Learning: A Narrative Analysis
Evidence of Learning in Projects

Focus on Language and Close Reading
Playing with Rhetoric and Form
Dialogue and Connections

Strong peer links

Links between present and past work Links to critical and external resources Links to the Course Prospectus
Web and Multiplicity

As I discuss in the "Intentions" discussion within the Argument section, it was my hope that that the Web could be used not only as a resource for research, but as a metaphor for seeing literature as a constructed object and a coherent structure with multiple contexts. In a variety of ways, the Web--and its related ideas of inegration, multiplicity (and multiple ways of making meaning), and relation to recursion and complexity--would be a serviceable concept for students in their projects. In many ways, and with varying levels of sophisitication, the projects from both semesters bear this out. 


Integration of Parts

The loftiest goal of the fall semester's hypertext projects was to create a "radial" essay with multiple parts. In the case of the Moby-Dick assignment it was five pages, for the final a minimum of three pages. The idea--especially in Moby-Dick, was to begin with a central page and branch out in a hub and spoke format. Each page had to stand alone and refer back to the center; in the case of the final, all three pages had to relate to a central theme, and ideally have cross linking among the pages. Someof the final projects read much like traditional papers put on the Web with a minimal of linking. This is very much a factor of time running out, as intelligent cross-linking is often a layered later step in the construction process, I find. However, some papers do have a sense of integration that show a different kind of argumentative follow-through than a traditional paper's emphasis on depth. I do not advocate one approach over another, but think that the "radial" essay can force certain self-conscious strategies that are both expansive and reinforcing of traditional skills. Below are two examples of papers that I think demonstrate a significant level of integration throughout the paper, with modest use of hypertext.


Multiple Ways of Meaning

One of the advantages, of course, of electronic writing is the ability to organize and articulate in multiple directions and in multiple ways. For example, in this portfolio, I am able to get at many different issues and ideas from multiple directions. Writing then becomes overdetermined in that one has to have a very total sense of argument and the architecture of the argument in order to make it work with a multidimensional structure. I think that is true of these hypertext projects as well. The capacity of literature to make its meaning in an overdetermined way is not unrelated to the capacity of electronic spaces to allow students to make their meaning in multiple ways.

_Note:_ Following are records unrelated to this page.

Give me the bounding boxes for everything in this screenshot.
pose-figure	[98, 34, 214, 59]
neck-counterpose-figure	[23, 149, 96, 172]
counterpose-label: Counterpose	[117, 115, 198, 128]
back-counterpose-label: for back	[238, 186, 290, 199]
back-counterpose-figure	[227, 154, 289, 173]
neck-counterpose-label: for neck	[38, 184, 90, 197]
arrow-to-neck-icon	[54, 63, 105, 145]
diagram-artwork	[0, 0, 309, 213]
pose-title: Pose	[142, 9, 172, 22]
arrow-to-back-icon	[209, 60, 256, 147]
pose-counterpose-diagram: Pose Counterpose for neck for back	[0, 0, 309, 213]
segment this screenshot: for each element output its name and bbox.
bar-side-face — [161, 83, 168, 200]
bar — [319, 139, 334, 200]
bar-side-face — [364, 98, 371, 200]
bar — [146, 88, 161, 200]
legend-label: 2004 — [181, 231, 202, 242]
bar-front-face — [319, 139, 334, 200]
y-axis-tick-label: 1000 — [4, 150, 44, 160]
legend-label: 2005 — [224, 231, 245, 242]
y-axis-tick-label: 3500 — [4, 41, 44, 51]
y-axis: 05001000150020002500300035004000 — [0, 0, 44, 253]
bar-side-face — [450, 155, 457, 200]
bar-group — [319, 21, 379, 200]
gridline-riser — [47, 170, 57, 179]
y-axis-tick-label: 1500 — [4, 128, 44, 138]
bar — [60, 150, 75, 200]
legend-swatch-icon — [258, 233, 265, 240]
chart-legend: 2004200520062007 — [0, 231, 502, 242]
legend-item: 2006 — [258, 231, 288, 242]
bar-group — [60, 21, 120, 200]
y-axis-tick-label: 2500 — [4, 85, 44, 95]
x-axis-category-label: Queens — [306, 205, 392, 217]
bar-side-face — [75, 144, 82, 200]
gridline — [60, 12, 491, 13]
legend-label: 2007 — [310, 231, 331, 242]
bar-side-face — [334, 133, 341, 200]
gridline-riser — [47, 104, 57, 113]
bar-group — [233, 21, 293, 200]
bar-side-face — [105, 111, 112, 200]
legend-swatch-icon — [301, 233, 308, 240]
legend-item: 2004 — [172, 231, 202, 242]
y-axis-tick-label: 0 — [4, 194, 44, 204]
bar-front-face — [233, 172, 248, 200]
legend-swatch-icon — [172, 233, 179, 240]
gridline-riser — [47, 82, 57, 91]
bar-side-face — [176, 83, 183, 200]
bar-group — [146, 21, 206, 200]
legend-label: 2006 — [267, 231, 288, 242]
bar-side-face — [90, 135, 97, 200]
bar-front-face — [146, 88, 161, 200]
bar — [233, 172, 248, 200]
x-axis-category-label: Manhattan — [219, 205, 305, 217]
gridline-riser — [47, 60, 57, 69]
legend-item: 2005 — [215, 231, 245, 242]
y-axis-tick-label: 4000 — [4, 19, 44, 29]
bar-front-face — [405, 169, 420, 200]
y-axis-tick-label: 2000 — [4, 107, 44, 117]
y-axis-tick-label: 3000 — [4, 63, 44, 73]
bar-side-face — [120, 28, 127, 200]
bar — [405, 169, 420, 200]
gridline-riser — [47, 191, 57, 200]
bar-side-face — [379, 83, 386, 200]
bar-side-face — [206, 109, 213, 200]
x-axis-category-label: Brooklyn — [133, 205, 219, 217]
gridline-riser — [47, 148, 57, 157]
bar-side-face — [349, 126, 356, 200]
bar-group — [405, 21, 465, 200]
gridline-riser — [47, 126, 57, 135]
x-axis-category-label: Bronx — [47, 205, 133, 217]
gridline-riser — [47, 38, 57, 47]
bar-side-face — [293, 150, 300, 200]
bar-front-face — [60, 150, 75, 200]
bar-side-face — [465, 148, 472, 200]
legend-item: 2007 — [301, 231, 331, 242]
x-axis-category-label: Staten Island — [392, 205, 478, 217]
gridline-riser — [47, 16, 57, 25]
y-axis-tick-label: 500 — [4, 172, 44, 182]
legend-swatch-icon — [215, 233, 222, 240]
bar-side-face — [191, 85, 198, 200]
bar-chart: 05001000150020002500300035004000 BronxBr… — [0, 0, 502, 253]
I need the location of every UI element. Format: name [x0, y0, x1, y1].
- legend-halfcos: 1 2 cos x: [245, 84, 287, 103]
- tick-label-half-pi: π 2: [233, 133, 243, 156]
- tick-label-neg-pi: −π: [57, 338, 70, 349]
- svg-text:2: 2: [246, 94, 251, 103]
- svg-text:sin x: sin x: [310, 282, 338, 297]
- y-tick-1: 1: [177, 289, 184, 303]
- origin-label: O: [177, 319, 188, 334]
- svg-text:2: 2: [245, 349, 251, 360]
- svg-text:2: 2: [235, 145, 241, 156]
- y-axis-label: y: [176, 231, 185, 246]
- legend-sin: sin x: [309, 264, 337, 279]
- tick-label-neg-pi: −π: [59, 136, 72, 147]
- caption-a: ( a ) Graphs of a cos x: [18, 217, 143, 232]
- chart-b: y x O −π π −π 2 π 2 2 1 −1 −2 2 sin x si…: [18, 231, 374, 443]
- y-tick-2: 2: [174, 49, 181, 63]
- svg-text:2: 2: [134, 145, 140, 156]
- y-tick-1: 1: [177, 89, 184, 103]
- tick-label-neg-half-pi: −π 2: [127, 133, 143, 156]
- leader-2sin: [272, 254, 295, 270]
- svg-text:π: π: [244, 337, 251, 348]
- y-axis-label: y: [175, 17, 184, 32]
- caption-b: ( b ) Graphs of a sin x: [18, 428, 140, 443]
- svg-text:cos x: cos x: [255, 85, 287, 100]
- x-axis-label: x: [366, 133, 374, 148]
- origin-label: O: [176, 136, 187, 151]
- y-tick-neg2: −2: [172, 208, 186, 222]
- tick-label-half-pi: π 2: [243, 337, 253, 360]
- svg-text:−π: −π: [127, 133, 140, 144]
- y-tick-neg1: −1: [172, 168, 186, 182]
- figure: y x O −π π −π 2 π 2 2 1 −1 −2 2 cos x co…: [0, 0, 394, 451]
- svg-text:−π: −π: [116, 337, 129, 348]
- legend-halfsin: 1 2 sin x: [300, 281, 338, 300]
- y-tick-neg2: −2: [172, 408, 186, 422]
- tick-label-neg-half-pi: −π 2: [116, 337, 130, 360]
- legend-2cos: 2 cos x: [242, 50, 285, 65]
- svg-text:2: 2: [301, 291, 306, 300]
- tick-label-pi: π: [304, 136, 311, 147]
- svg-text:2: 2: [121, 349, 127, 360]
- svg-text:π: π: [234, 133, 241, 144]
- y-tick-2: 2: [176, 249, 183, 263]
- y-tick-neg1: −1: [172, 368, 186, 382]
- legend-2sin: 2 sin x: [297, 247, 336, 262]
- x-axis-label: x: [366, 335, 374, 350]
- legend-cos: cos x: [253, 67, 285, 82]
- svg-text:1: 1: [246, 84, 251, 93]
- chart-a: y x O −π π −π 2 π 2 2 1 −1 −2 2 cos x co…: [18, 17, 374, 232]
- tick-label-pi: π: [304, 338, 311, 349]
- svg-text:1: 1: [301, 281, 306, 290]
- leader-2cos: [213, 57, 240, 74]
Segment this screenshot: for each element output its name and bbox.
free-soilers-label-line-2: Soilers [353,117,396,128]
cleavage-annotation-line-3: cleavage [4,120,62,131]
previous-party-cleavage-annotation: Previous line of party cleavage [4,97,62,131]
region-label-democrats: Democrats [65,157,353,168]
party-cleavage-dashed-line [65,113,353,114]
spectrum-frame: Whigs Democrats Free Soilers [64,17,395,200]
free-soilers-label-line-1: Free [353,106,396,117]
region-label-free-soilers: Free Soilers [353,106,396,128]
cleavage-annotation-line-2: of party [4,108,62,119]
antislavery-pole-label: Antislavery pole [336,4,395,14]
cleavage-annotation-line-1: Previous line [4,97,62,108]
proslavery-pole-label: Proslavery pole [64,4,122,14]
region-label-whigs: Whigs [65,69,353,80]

Below are two examples of papers that in a particularly vivid way construct their meaning in multiple ways.


Web as Metaphor

Finally, in both semesters there was a percentage of students for whom the possible connections between between hypertext, complex narrative, and the interplay of memory, culture and history were productively seen in the context of Native American notions of storytelling, community, and cosmology, at least as they are presented through Silko's writings. Below are just two of many examples of students who--at whatever level of sophistication--see these connections with a kind of wholeness. As I've argued throughout, the strength of this vision may be more in the paradigmatic shift than the analytical details; but it is immensely satisfying to me nonetheless.